I am very new at image manipulation. I am trying to overwrite the existing metadata and replace it with a json table. I could really use an example jsonfile and command line to accomplish this. I have enclosed my output from my asp.net project. I am using windows shell to run exiftool. Please let me know if you need more information.

Any help you can give me is appreciate,

Robert Evans
robert.evans@yahoo.com

Phil Harvey

Hi Robert,

I really don't know how you want to store this JSON information.  It could be simply done by storing it as a PNG comment, like this:

exiftool "-comment<=BadgeTest.txt" jsontest.png

- Phil
...where DIR is the name of a directory/folder containing the images.  On Mac/Linux/PowerShell, use single quotes (') instead of double quotes (") around arguments containing a dollar sign ($).

Phil Harvey

But I'm thinking that probably isn't what you want to do.  To write standard metadata as individual tags from the contents of a JSON file is easy, like this:

exiftool -json=test.json image.png

and the format of the JSON file is exactly the same as the output of this command:

exiftool -json image.png

The "SourceFile" entry is mandatory and must match your target file name (or be "*" to match any file).  The rest of the entries are for the tags you want to write.

- Phil
...where DIR is the name of a directory/folder containing the images.  On Mac/Linux/PowerShell, use single quotes (') instead of double quotes (") around arguments containing a dollar sign ($).

lamarve

Yes That is what I am looking to do. Source file entry is confusing me however. Can I have additional explanation or a sample of the test.json file.

Thanks in advance,

RCE

Phil Harvey

The 2nd command I gave generates a test.json file for you.  (OK, well add "> test.json" to the end of the command to actually write the output to "test.json".)

- Phil
...where DIR is the name of a directory/folder containing the images.  On Mac/Linux/PowerShell, use single quotes (') instead of double quotes (") around arguments containing a dollar sign ($).

lamarve

I am trying to import json data into an image to create an Mozilla open badges compliant image. Am I working in the wrong direction? My specific needs are to erase all metadata associated with an image and add 30 or so key/value pairs in 4 or 5 groups. From reading the documentation it appears that I could wipe out all information in the image and add new key/value pairs from a text file. Is that correct?
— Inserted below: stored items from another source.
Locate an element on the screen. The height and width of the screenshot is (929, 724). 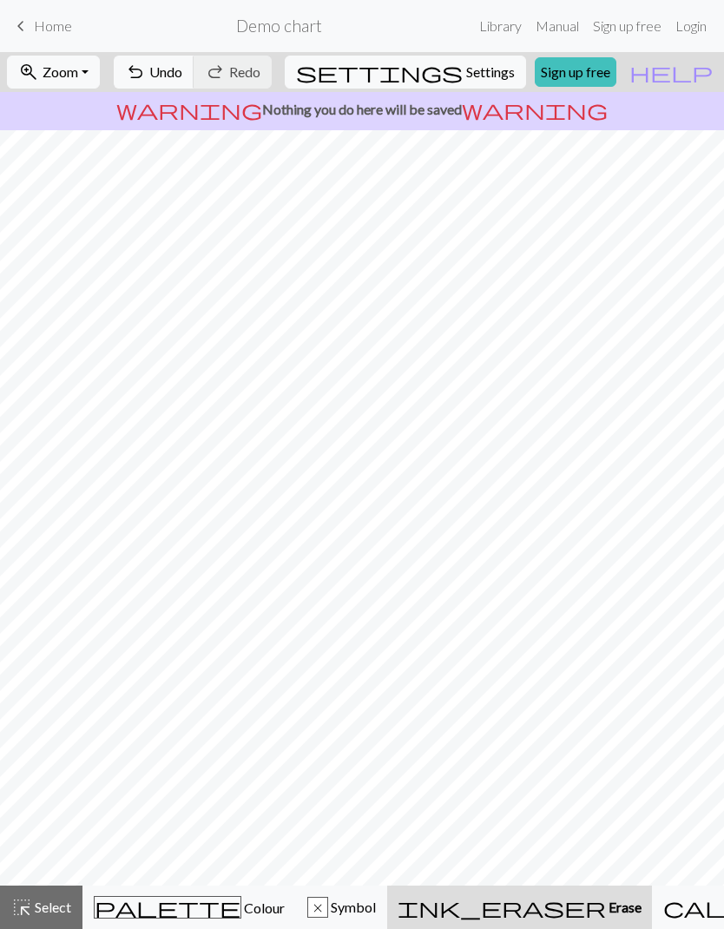
button: x Symbol is located at coordinates (341, 907).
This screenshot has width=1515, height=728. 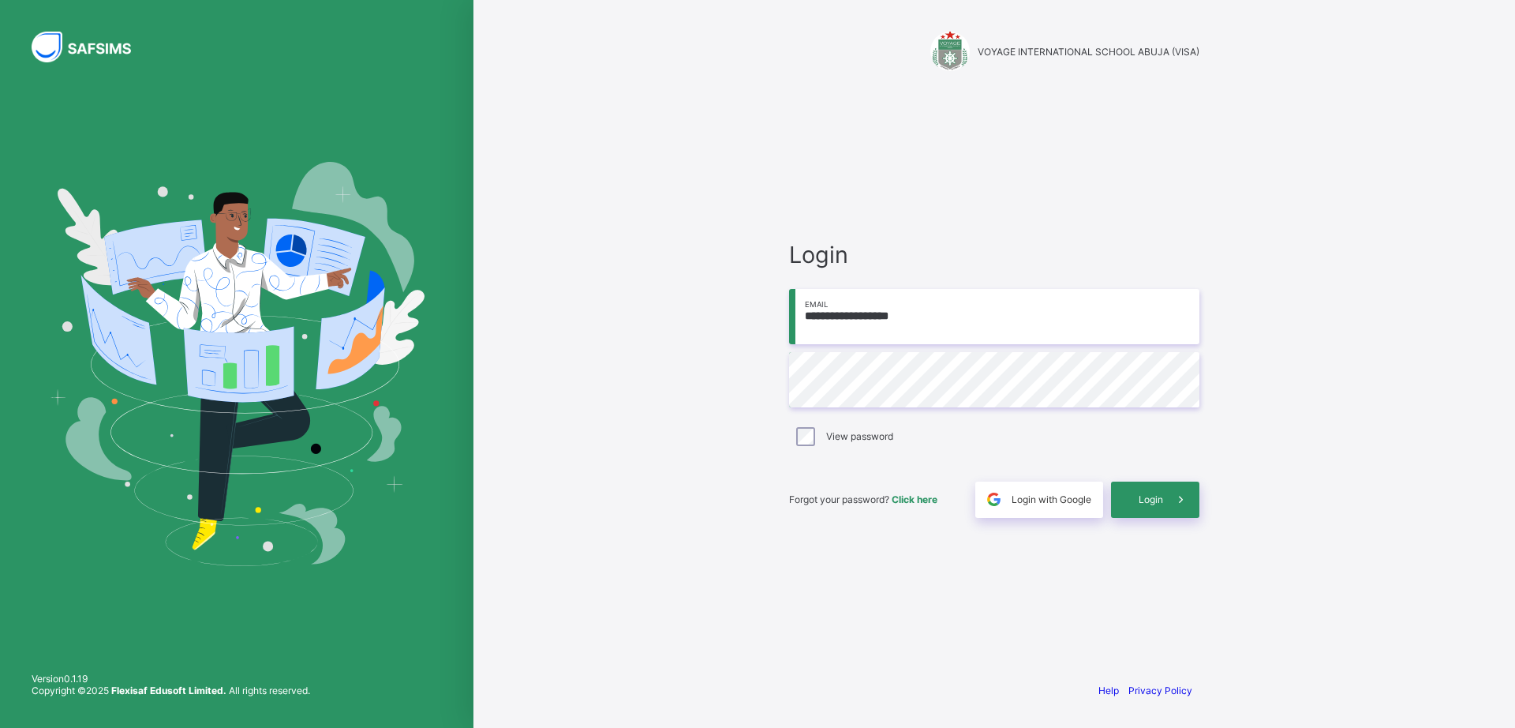 What do you see at coordinates (994, 499) in the screenshot?
I see `img: google.396cfc9801f0270233282035f929180a.svg` at bounding box center [994, 499].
If so is there a short tutorial or sample of what that file might look like along with command line.

Any help you can give me is appreciated,

RCE
robert.evans@yahoo.com

Phil Harvey

I have no idea what comprises a "Mozilla open badges compliant" PNG image, so I can't help at all here.  But if you can figure that out, you can certainly write the metadata from an input JSON file (among other ways) using ExifTool.

I already gave you an example of what the JSON file looks like, and command line examples of how to read/write metadata to/from the JSON file.

Also, you could try reading the exiftool application documentation.

- Phil
...where DIR is the name of a directory/folder containing the images.  On Mac/Linux/PowerShell, use single quotes (') instead of double quotes (") around arguments containing a dollar sign ($).